People will pay for non-premium content when they feel they have a highly personal stake in it and are a direct part of it. It’s this direct relationship that makes it worth paying for in their minds. This is when users make the connection between enjoying content and the need to support the creator.

When People Will Not Pay for Premium

There is where most of the subscription industry sits. They have premium, or at least name-recognizable, content and they are either killing themselves trying to get people to pay for it or they are not even bothering and just going with an ad-supported model.

Music does a bit of both. Spotify and Pandora have ad-supported and paid plans and by far have the most users. Tidal and Apple Music are paid only and have less. They all have comprehensive catalogs from all the major and independent labels. They all are fairly intuitive to use and offer playlists and customized recommendations. So why are so few paying? They are replacing an existing behavior, just like Hulu and Netflix. If you’re a music buyer, it’s at a lower price, just like Hulu and Netflix. This should work.

Biggie

The reason why it doesn’t is that the services are not that different from each other, so they are fairly interchangeable. That spreads the subscriber base around. Add to this that the features of the ad-supported services are similar to the paid ones, so unless you are a rabid music fan, you don’t have much incentive to pay.

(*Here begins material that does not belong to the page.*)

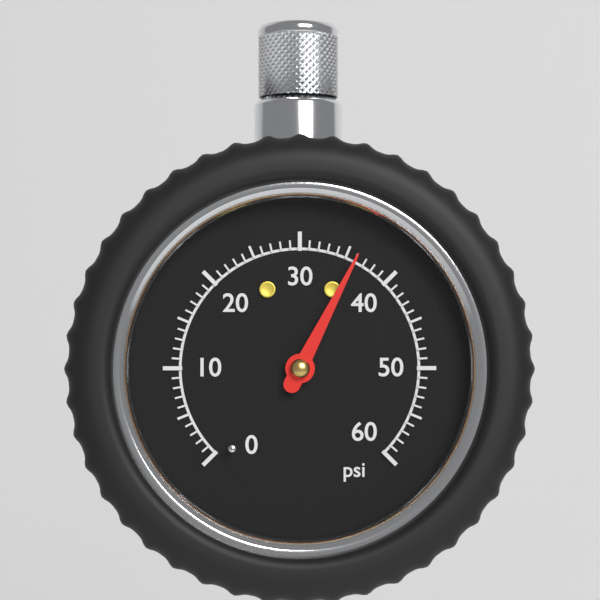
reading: 36 psi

With music, people do not pay for premium because they simply don’t have to. If all the music services are just a fat pipe of content with the same songs and roughly the same playlists and personalization features, then choosing the cheapest option (free) makes the most sense. A few ads here and there is not a deal breaker for the average user who is fine with having music programmed for them (most people fall into this category). Even exclusive releases, once thought to be a differentiator, have proven to just irritate fans and labels alike. Music services are next trying exclusive original video shows, and my guess is they won’t be enough to pull paying fans in. (Exclusives work for Hulu and Netflix because they put millions into award-worthy shows with major talent. Music services won’t do this.) The fundamental thing music services are missing is the personal connection made with the user, something livestreaming has proven has value regardless of content quality.

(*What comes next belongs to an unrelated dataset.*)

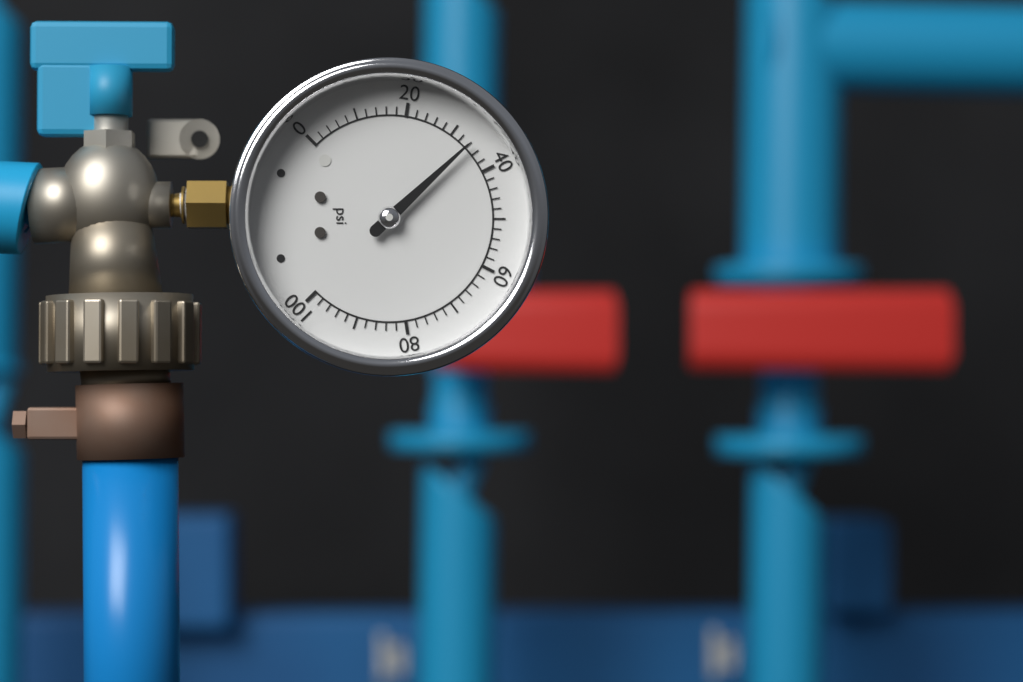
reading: 34 psi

With video, there are innumerable streaming video-on-demand (SVOD) services on Roku, Apple TV, in the app stores, and on websites. They are all about $5/month and niche in topic. Some content is premium (as with TV network apps) but most are simply quality, special interest shows and movies. As these services have found, it’s not enough to have a pipe of content, regardless of how targeted. None of these replace an existing behavior at a far cheaper cost and none of them have a personal connection with their users.

When People Will Not Pay for Non-Premium

This seems like an obvious category. The content isn’t even premium, why would anyone pay? However, the wild success of YouTubers suggests that even non-premium content is worth watching. The creators have large, engaged fan bases and have spun off their own networks. YouTube personalities are such big business that MCNs like Maker and AwesomenessTV have been sold for hundreds of millions of dollars and now are proper media companies and brand marketing behemoths. With that kind of support, shouldn’t fans be willing to support their favorite YouTube stars?

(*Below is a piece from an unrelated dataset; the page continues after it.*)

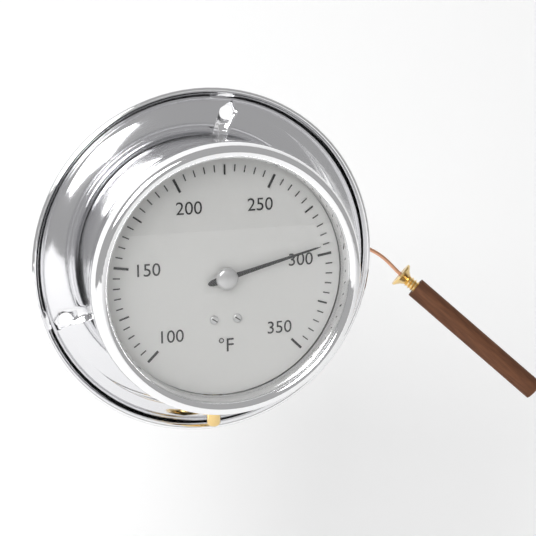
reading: 295 °F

Nope. The fact is that paid services like YouTube Red don’t replace existing behavior at a lower price (like Hulu); in fact it’s trying to turn free content into paid content. That’s hard. It’s even harder when the creators on the paid service are still pumping out content for free elsewhere. There’s no scarcity.

These services also are missing the personal element that this particular demo of viewer craves. YouTube Red is just a pipeline of content, and we’ve established that the content on its own is not enough to get people to pay.

If you have subscription service success stories or your own experiences that contradict my conclusions, please post about them in the comments. I am in a constant state of discovering what makes the internet tick.